Tuesday, September 16, 2003

Contract bidder attacks process


Says sanitation unit improperly awarded $13M

By Patrick Crowley
The Cincinnati Enquirer

FORT WRIGHT - The head of a Fort Mitchell construction company has raised questions about millions of dollars in work awarded to a competitor by the region's sewage and storm-water treatment agency.

Paul Hemmer Jr., president of the Paul Hemmer Companies in Fort Mitchell, said two years ago Sanitation District No. 1 of Northern Kentucky improperly awarded more than $13 million in contracts for a new headquarters to Ashley Development of Edgewood.

In letters to the district's board members this year, Hemmer, whose company was one of six seeking the work, said Ashley was not only the highest bidder by nearly $700,000, but that the district ignored the competitive bidding and review process in awarding the work.

In a May 16 letter to the region's county judge-executives - the three elected officials who oversee the sanitation district board - Hemmer said he has "never witnessed such misconduct as it relates to the award of a contract."

"The manner in which this contract was simply handed to Ashley with no evaluation of the other proposals reflects a general disregard for the public well being in the management performance of this contract," Hemmer wrote in a letter obtained by the Enquirer through the Kentucky's Open Records law. "There was no fair, impartial objective review of the bid."

Reached Monday, Hemmer said he began looking into the matter last fall after learning about how the contract was awarded. He said that in June 2001 the district sought proposals for construction-management services on the headquarters, being built just off Ky. 17 near Interstate 275 in Fort Wright.

Rather than using the bidding process, the sanitation district's board chose Ashley by awarding the firm a personal services contract for construction management in August 2001.

"The construction management contract (to Ashley) was not awarded through a bid process, but instead, was awarded after solicitation and review of six proposals," Covington lawyer William T. Robinson, who represents the sewer district, said in a June 16 memo to the judge-executives.

And in a Sept. 4 letter to Hemmer, Bob Elliston, chairman of the sewer district board, admitted Ashley's proposal was more than Hemmer's. But the difference was $90,000, not the nearly $700,000 Hemmer claimed.

"We do not question that Ashley was paid more," Elliston said in the letter.

Both Robinson said Elliston said Ashley's professional expertise and experience were factors in the selection process.

Robinson also stood by the legal advice given by him and one other Northern Kentucky lawyer - Gerald Dusing of Florence - that the work could be awarded through a personal services contract rather than through the construction bidding process. "We are very comfortable with the legal opinion rendered in this matter," he said.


ABOUT THIS TASK
Without any pictures, the records below should be reproduced exactly.

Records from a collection
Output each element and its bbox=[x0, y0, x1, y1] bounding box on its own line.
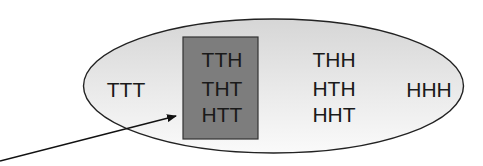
pointer-arrow bbox=[0, 116, 176, 161]
event-outcome-1: TTH bbox=[202, 48, 243, 71]
middle-outcome-3: HHT bbox=[312, 103, 355, 126]
event-outcome-3: HTT bbox=[202, 103, 243, 126]
diagram-canvas: TTT TTH THT HTT THH HTH HHT HHH bbox=[0, 0, 483, 166]
event-outcome-2: THT bbox=[202, 77, 243, 100]
outcome-left: TTT bbox=[107, 78, 146, 101]
middle-outcome-2: HTH bbox=[312, 77, 355, 100]
middle-outcome-1: THH bbox=[312, 48, 355, 71]
outcome-right: HHH bbox=[406, 78, 452, 101]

REPLY
Output each element and its bbox=[x0, y0, x1, y1] bounding box on its own line.
pointer-arrow bbox=[0, 116, 176, 161]
event-outcome-1: TTH bbox=[202, 48, 243, 71]
middle-outcome-3: HHT bbox=[312, 103, 355, 126]
event-outcome-3: HTT bbox=[202, 103, 243, 126]
diagram-canvas: TTT TTH THT HTT THH HTH HHT HHH bbox=[0, 0, 483, 166]
event-outcome-2: THT bbox=[202, 77, 243, 100]
outcome-left: TTT bbox=[107, 78, 146, 101]
middle-outcome-2: HTH bbox=[312, 77, 355, 100]
middle-outcome-1: THH bbox=[312, 48, 355, 71]
outcome-right: HHH bbox=[406, 78, 452, 101]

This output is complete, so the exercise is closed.